Unashamed: Notes from the Diary of a Sex Therapist (HarperCollins India) that focuses on taboos around sex and sexuality. While tackling subjects like trauma and shame, Bhat offers ways to develop better relationships with the self and the people around. “Shame keeps people stuck in fear.
And when people become fearful of their own biological needs, shame also causes us to look away from abuse and pain around those needs." In an interview with Lounge, Bhat explains how people from different generations accept pain. Edited excerpts: There are two problems. One is sexual abuse or sexual harassment.
It’s rampant—a neighbour watching a child change clothes, uncle/aunty touching a child at home and the parent hasn’t been able to protect or is not even available. The other common thing is pelvic pain. Pelvic pain is not talked about at all.
There are many people who do not enjoy sex. They’re like, “Oh, I like my partner, but I’m not able to have sex". It could be so because there is trauma from masturbation, rape trauma or there is shame that you feel when you experience pleasure.
We are not taught that masturbation is healthy and orgasms are great. Our past gave us the Kama Sutra, but in modern India, sex is dirty and shameful. Guilt is human nature; not shame.
Say, I tell you, that your skin looks bad. Of course, you are going to feel bad, but then you also internalise this as, “I am ugly"—that is shame. And then you create this narrative that women with bad skin cannot be ever in a marriage, that women with bad skin don’t deserve love, that women with bad skin should go for plastic surgery so that they look better.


■ **What you are asked to do**: In the records below, find the line that holds "At what (x,y)". Restate it and every later line exactly, stopping at the end and skipping pictures.

——

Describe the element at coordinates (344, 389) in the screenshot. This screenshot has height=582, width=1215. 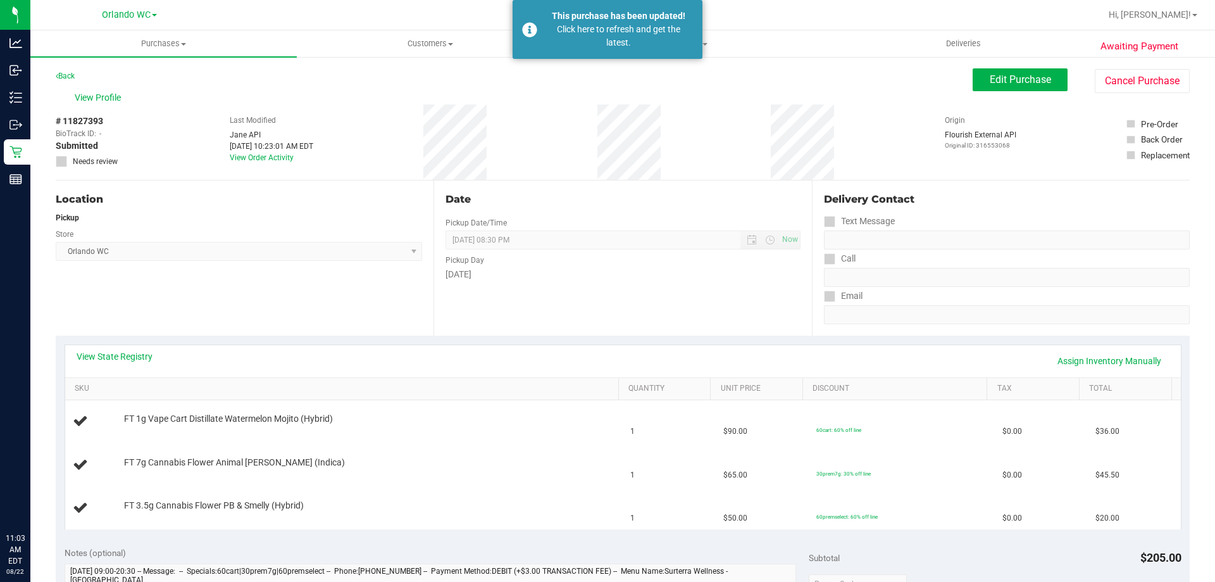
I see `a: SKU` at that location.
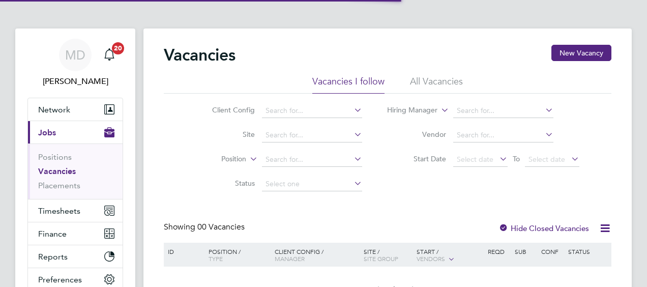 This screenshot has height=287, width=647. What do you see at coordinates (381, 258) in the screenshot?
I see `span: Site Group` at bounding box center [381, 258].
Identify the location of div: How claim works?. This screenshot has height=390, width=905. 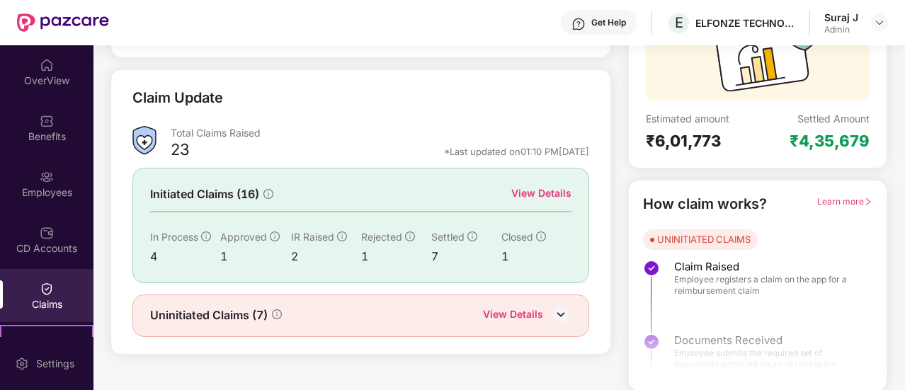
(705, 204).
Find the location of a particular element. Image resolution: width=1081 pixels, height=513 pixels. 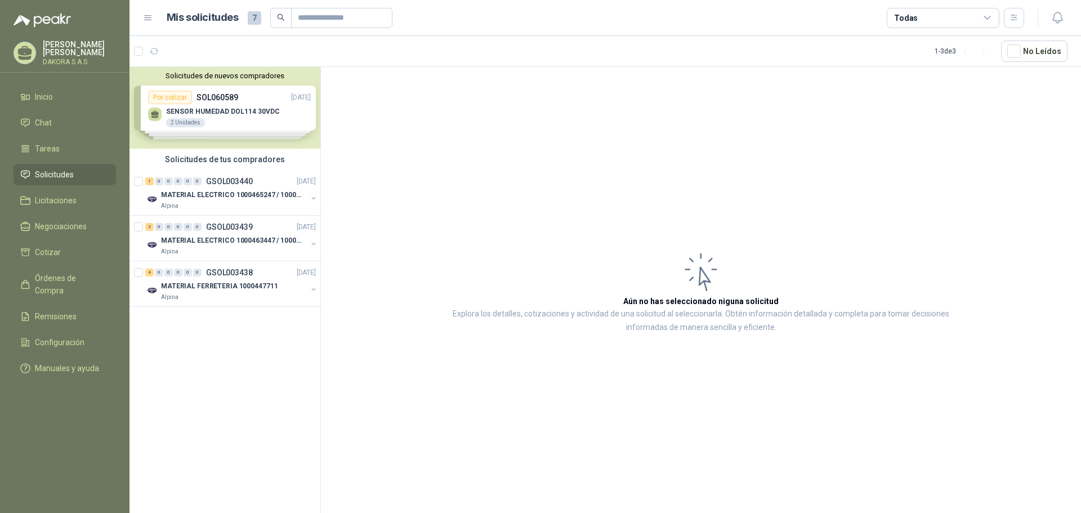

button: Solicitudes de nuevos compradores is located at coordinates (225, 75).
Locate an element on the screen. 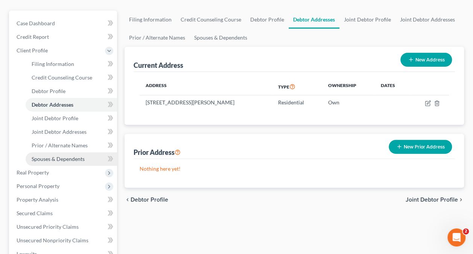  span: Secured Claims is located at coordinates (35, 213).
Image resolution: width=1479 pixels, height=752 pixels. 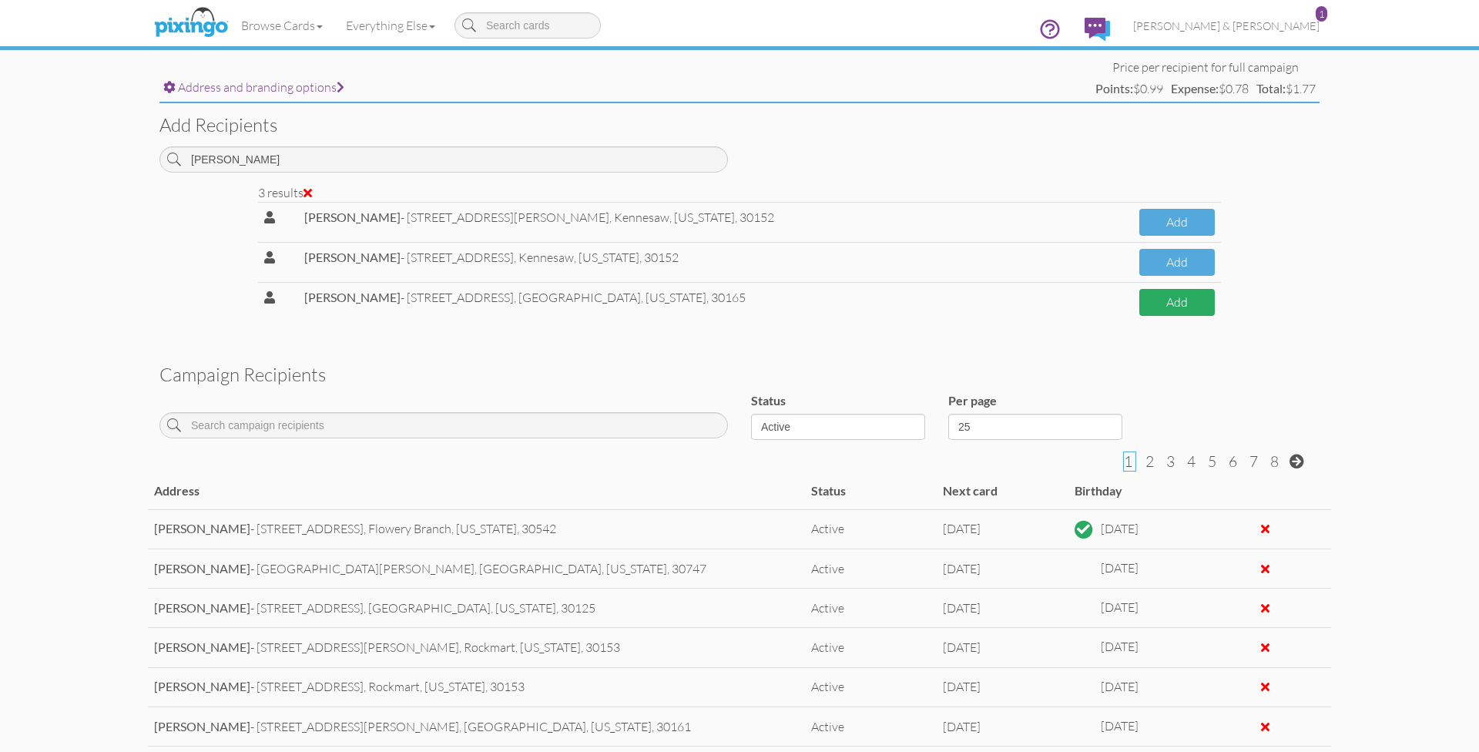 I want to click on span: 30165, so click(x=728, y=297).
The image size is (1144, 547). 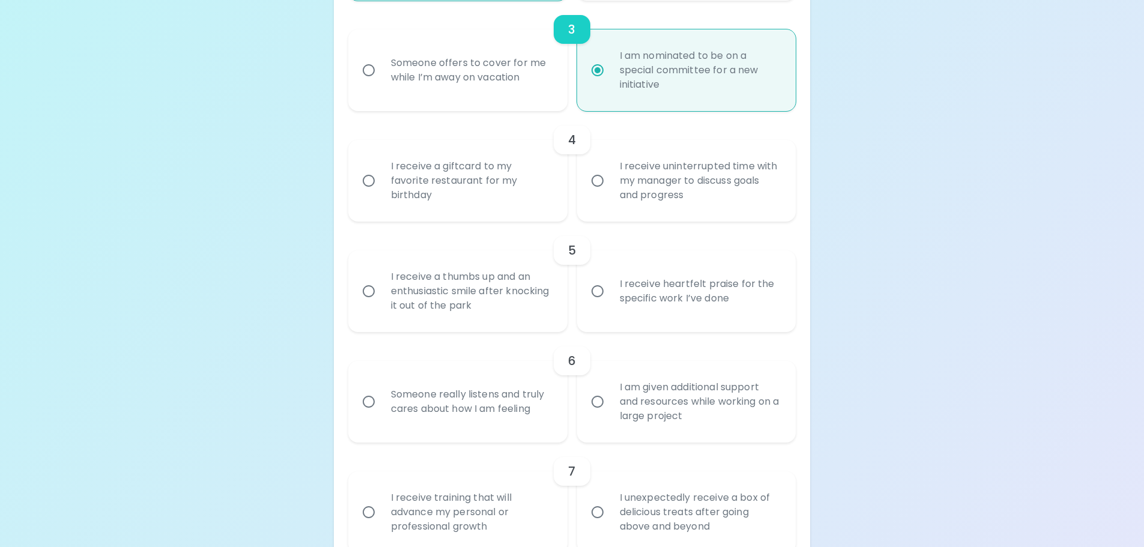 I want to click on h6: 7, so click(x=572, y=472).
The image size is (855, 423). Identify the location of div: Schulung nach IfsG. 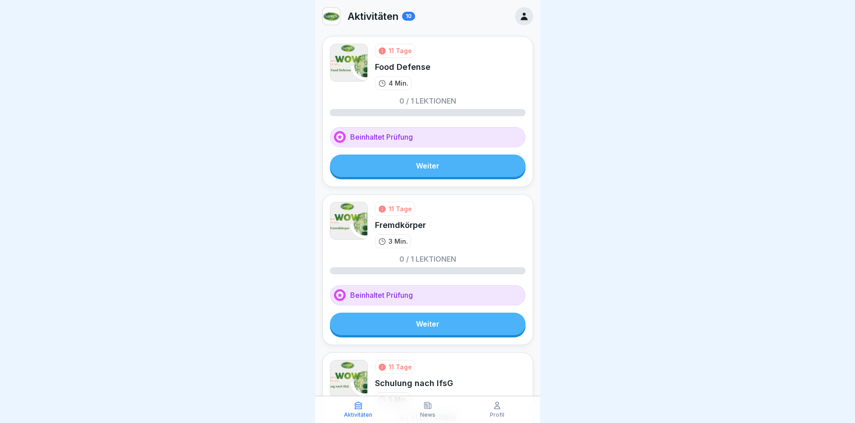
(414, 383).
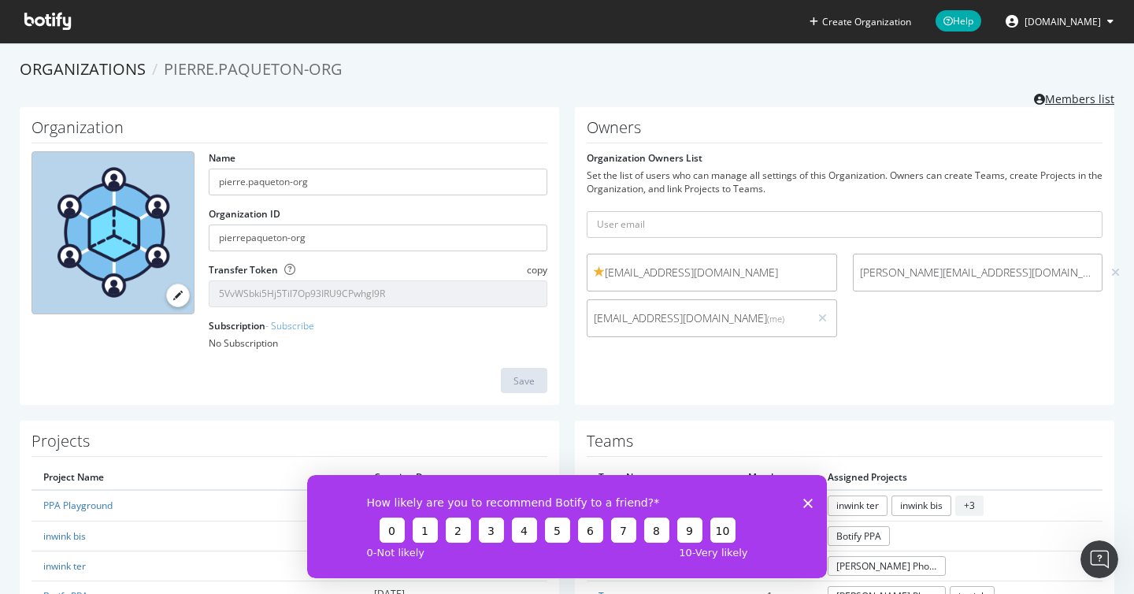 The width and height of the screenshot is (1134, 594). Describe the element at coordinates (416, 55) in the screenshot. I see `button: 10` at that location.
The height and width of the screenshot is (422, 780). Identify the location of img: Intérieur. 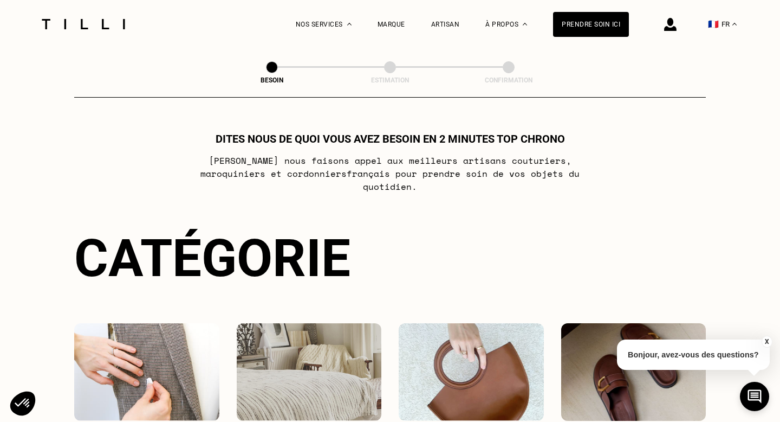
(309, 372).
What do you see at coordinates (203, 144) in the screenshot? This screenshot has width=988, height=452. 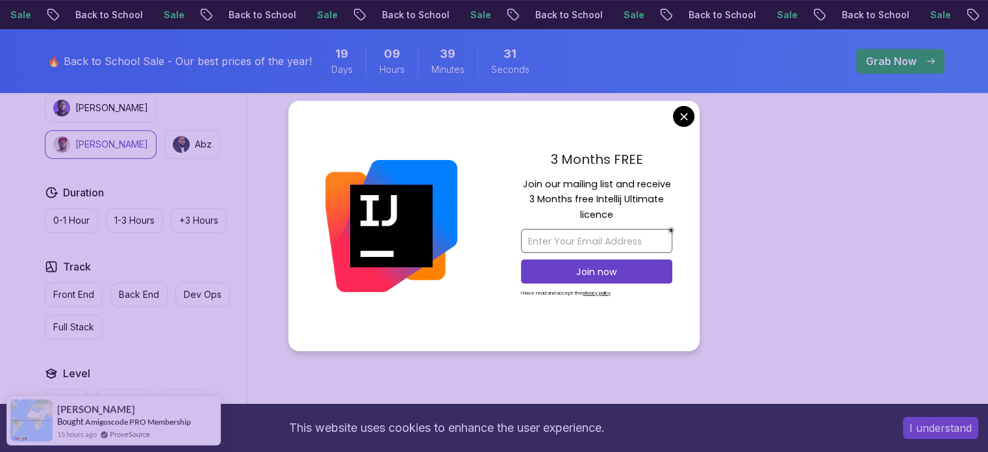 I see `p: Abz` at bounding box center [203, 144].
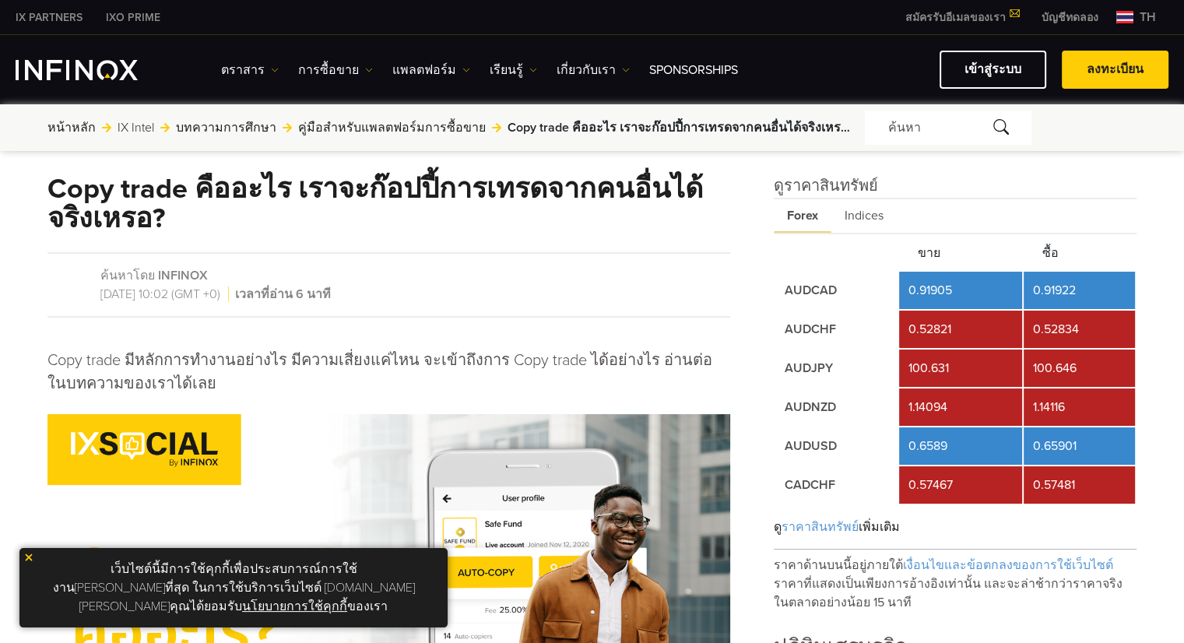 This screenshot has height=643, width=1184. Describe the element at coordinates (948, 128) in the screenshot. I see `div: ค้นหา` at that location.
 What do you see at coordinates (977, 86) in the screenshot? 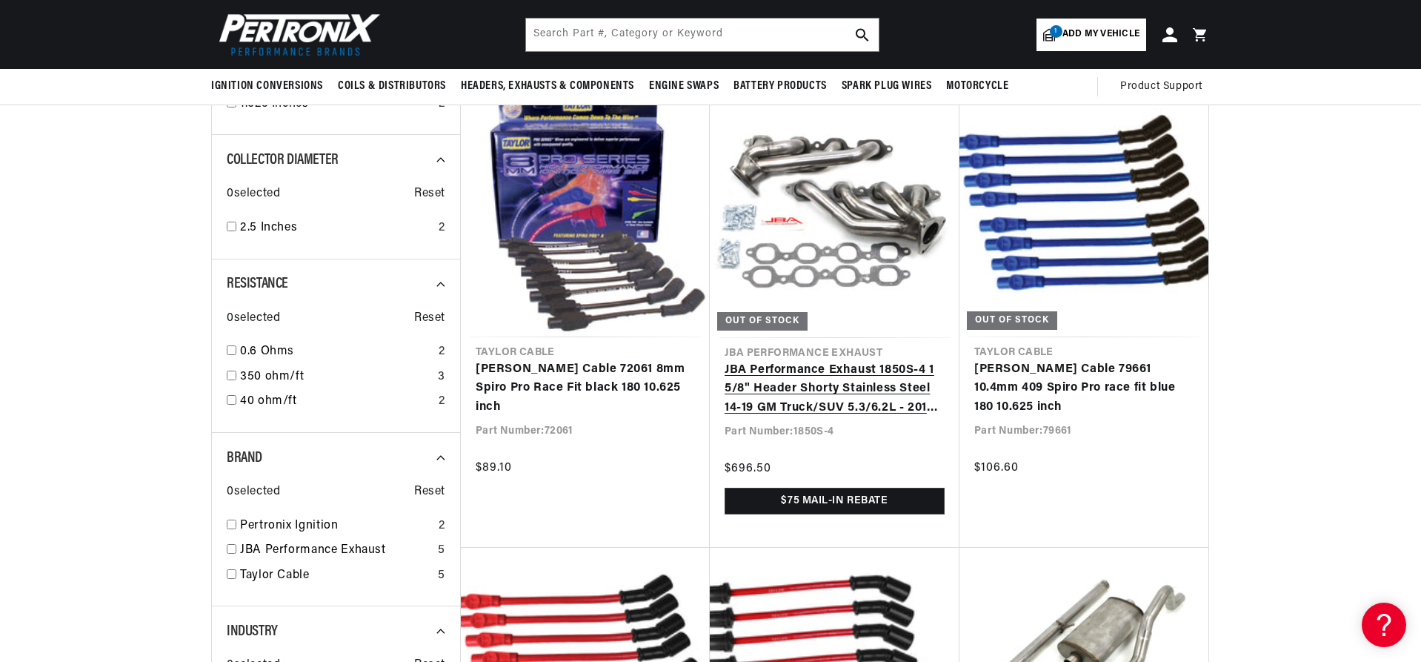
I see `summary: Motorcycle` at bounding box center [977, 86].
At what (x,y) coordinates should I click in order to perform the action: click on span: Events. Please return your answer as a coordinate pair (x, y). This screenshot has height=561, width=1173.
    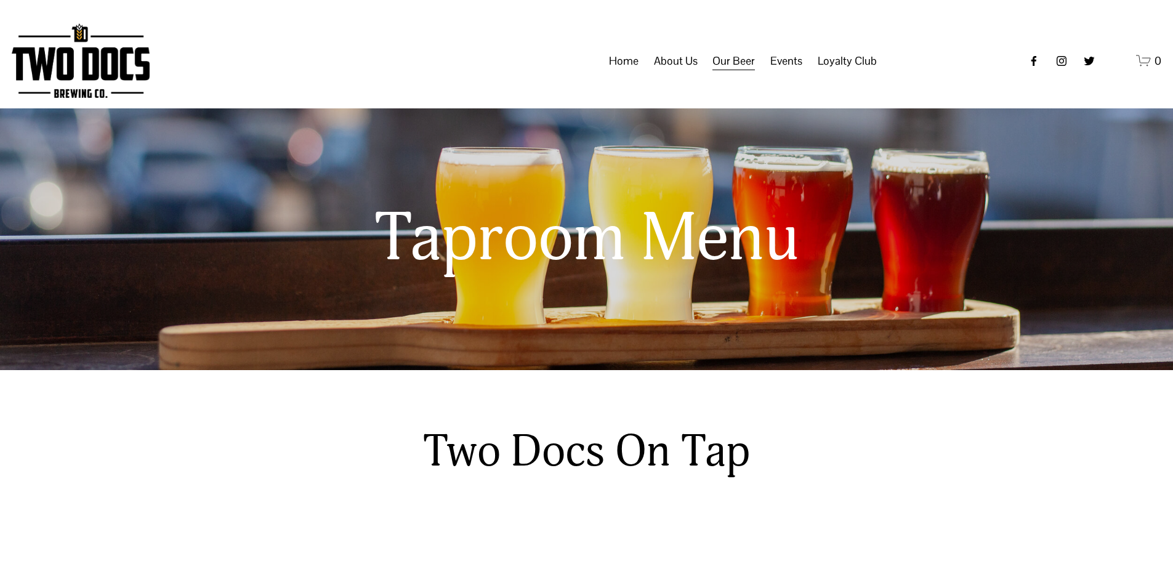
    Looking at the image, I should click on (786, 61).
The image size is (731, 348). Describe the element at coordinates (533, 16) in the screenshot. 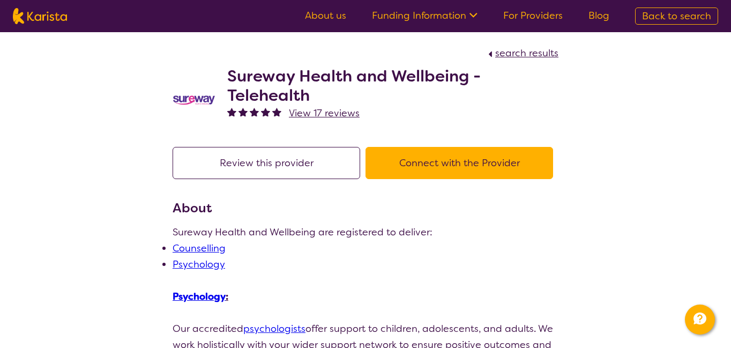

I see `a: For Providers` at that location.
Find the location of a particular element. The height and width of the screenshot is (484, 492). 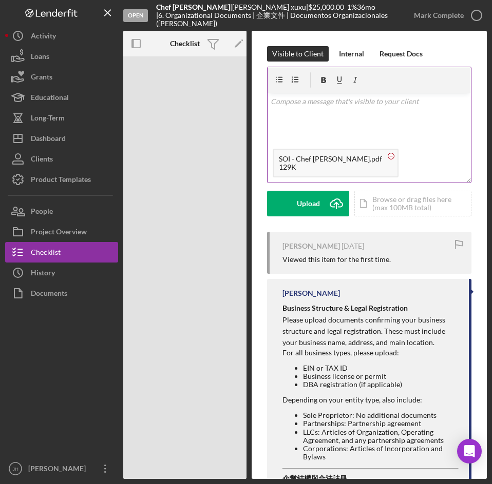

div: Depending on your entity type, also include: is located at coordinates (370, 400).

——

■ **Task answer**:
At what (x,y) coordinates should I click in order to perform the action: click on span: Events. Please return your answer as a coordinate pair (x, y). This screenshot has height=561, width=1173.
    Looking at the image, I should click on (786, 61).
The image size is (731, 348). Describe the element at coordinates (533, 16) in the screenshot. 

I see `a: For Providers` at that location.
Find the location of a particular element. The height and width of the screenshot is (484, 492). 

div: Depending on your entity type, also include: is located at coordinates (370, 400).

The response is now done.